The only extra effort created by having them voiced is producing the voice acted sound files, but these are just a script of lines given to the voice actor. Sure, it will be more expensive to make them say more lines, but then we are back to the arguments I was presenting earlier.
I don’t think it’s quite the same argument. Your initial point, as I understand it, was that it’s not a good argument against voiced protagonists that the resource it would take could be spent on different features. I agree.
The argument I was presenting was that, for resource reasons, a dialogue system designed for voiced protagonists will likely have fewer branching options than one that doesn’t, and that would affect everyone, whether or not they listened to voiced protagonists.
Okay, you can argue that the constraint on dialogue choices is not a hard one and that Larian can choose to put just as many options in whether they voice the protagonists or not, in which case the arguments come together again. But it feels that there are diminishing returns here, and even people like myself who really want fully voiced protagonists would balk at spending so much of the available resource on that feature. While there are actually many more choices available, in practice it feels as though Larian would and should make a decision between fewer dialogue options and fewer custom voice sets but fully voiced, or mainly silent protagonists and more options both in dialogue and for custom voice sets for barks and the odd line.
Of course, questions of exactly how expensive adding voice acting for protagonist lines actually is will affect how far adding voice acting really does, in practical terms, restrict the number of dialogue options and voice sets. That’s not something I have knowledge of, but I hope you’re right that it’s not so expensive as to make a massive difference.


Problem details — Return the full listing, character for character.

***

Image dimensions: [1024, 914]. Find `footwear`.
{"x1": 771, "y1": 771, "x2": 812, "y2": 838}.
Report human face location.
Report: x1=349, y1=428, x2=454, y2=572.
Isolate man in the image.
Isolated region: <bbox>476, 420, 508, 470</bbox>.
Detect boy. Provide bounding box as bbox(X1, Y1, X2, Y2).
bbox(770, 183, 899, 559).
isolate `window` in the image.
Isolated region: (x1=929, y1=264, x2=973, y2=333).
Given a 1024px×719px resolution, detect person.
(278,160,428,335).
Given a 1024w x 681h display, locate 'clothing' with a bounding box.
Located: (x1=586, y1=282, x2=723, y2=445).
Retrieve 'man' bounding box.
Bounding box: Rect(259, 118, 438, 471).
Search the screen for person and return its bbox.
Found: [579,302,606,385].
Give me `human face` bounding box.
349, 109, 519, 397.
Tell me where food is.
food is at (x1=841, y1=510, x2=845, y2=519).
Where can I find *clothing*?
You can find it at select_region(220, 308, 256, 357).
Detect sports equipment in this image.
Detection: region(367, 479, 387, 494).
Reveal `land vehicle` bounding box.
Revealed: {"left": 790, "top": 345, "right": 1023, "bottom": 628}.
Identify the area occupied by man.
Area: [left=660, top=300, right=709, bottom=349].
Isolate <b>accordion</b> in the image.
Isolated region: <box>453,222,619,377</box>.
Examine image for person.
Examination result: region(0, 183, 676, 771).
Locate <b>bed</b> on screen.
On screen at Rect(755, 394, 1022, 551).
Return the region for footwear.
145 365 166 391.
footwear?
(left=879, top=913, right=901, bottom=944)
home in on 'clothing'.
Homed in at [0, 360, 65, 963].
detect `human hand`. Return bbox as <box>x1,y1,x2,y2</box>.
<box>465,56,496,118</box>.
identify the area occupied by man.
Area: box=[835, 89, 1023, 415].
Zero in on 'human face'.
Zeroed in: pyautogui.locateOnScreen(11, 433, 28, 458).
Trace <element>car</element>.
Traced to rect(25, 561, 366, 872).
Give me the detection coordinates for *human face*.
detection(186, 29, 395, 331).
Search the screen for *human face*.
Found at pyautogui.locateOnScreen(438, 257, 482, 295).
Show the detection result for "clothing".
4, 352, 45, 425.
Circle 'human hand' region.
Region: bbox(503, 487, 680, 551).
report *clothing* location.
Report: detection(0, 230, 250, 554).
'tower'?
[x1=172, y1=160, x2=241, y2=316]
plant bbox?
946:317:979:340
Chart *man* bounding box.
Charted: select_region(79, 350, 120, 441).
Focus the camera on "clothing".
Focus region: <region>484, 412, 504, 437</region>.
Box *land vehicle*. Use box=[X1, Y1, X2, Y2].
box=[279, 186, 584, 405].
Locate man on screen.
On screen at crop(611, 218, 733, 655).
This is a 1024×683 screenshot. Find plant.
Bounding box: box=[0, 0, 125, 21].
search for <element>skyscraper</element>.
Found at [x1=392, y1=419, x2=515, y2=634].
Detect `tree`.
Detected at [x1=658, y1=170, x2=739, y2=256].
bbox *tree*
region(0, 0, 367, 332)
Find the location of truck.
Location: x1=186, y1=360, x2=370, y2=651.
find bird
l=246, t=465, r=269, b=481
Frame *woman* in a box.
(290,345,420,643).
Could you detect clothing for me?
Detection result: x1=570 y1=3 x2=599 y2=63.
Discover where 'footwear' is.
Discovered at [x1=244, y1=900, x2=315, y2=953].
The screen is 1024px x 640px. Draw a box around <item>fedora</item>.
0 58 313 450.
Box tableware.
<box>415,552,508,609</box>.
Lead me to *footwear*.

***

Solution below —
Image dimensions: [1024, 914]. Find `footwear`.
{"x1": 771, "y1": 771, "x2": 812, "y2": 838}.
Report human face location.
Report: x1=349, y1=428, x2=454, y2=572.
Isolate man in the image.
Isolated region: <bbox>476, 420, 508, 470</bbox>.
Detect boy. Provide bounding box as bbox(X1, Y1, X2, Y2).
bbox(770, 183, 899, 559).
isolate `window` in the image.
Isolated region: (x1=929, y1=264, x2=973, y2=333).
Given a 1024px×719px resolution, detect person.
(278,160,428,335).
Given a 1024w x 681h display, locate 'clothing' with a bounding box.
Located: (x1=586, y1=282, x2=723, y2=445).
Retrieve 'man' bounding box.
Bounding box: Rect(259, 118, 438, 471).
Search the screen for person and return its bbox.
Found: [579,302,606,385].
Give me `human face` bounding box.
349, 109, 519, 397.
Tell me where food is.
food is at (x1=841, y1=510, x2=845, y2=519).
Where can I find *clothing*?
You can find it at select_region(220, 308, 256, 357).
Detect sports equipment in this image.
Detection: region(367, 479, 387, 494).
Reveal `land vehicle` bounding box.
Revealed: {"left": 790, "top": 345, "right": 1023, "bottom": 628}.
Identify the area occupied by man.
Area: [left=660, top=300, right=709, bottom=349].
Isolate <b>accordion</b> in the image.
Isolated region: <box>453,222,619,377</box>.
Examine image for person.
Examination result: region(0, 183, 676, 771).
Locate <b>bed</b> on screen.
On screen at Rect(755, 394, 1022, 551).
Return the region for footwear.
145 365 166 391.
footwear?
(left=879, top=913, right=901, bottom=944)
home in on 'clothing'.
Homed in at [0, 360, 65, 963].
detect `human hand`. Return bbox as <box>x1,y1,x2,y2</box>.
<box>465,56,496,118</box>.
identify the area occupied by man.
Area: box=[835, 89, 1023, 415].
Zero in on 'human face'.
Zeroed in: pyautogui.locateOnScreen(11, 433, 28, 458).
Trace <element>car</element>.
Traced to rect(25, 561, 366, 872).
Give me the detection coordinates for *human face*.
detection(186, 29, 395, 331).
Search the screen for *human face*.
Found at pyautogui.locateOnScreen(438, 257, 482, 295).
Show the detection result for "clothing".
4, 352, 45, 425.
Circle 'human hand' region.
Region: bbox(503, 487, 680, 551).
report *clothing* location.
Report: detection(0, 230, 250, 554).
'tower'?
[x1=172, y1=160, x2=241, y2=316]
plant bbox?
946:317:979:340
Chart *man* bounding box.
Charted: select_region(79, 350, 120, 441).
Focus the camera on "clothing".
Focus region: <region>484, 412, 504, 437</region>.
Box *land vehicle*. Use box=[X1, Y1, X2, Y2].
box=[279, 186, 584, 405].
Locate man on screen.
On screen at crop(611, 218, 733, 655).
This is a 1024×683 screenshot. Find plant.
Bounding box: box=[0, 0, 125, 21].
search for <element>skyscraper</element>.
Found at [x1=392, y1=419, x2=515, y2=634].
Detect `tree`.
Detected at [x1=658, y1=170, x2=739, y2=256].
bbox *tree*
region(0, 0, 367, 332)
Find the location of truck.
Location: x1=186, y1=360, x2=370, y2=651.
find bird
l=246, t=465, r=269, b=481
Frame *woman* in a box.
(290,345,420,643).
Could you detect clothing for me?
Detection result: x1=570 y1=3 x2=599 y2=63.
Discover where 'footwear' is.
Discovered at [x1=244, y1=900, x2=315, y2=953].
The screen is 1024px x 640px. Draw a box around <item>fedora</item>.
0 58 313 450.
Box tableware.
<box>415,552,508,609</box>.
Lead me to *footwear*.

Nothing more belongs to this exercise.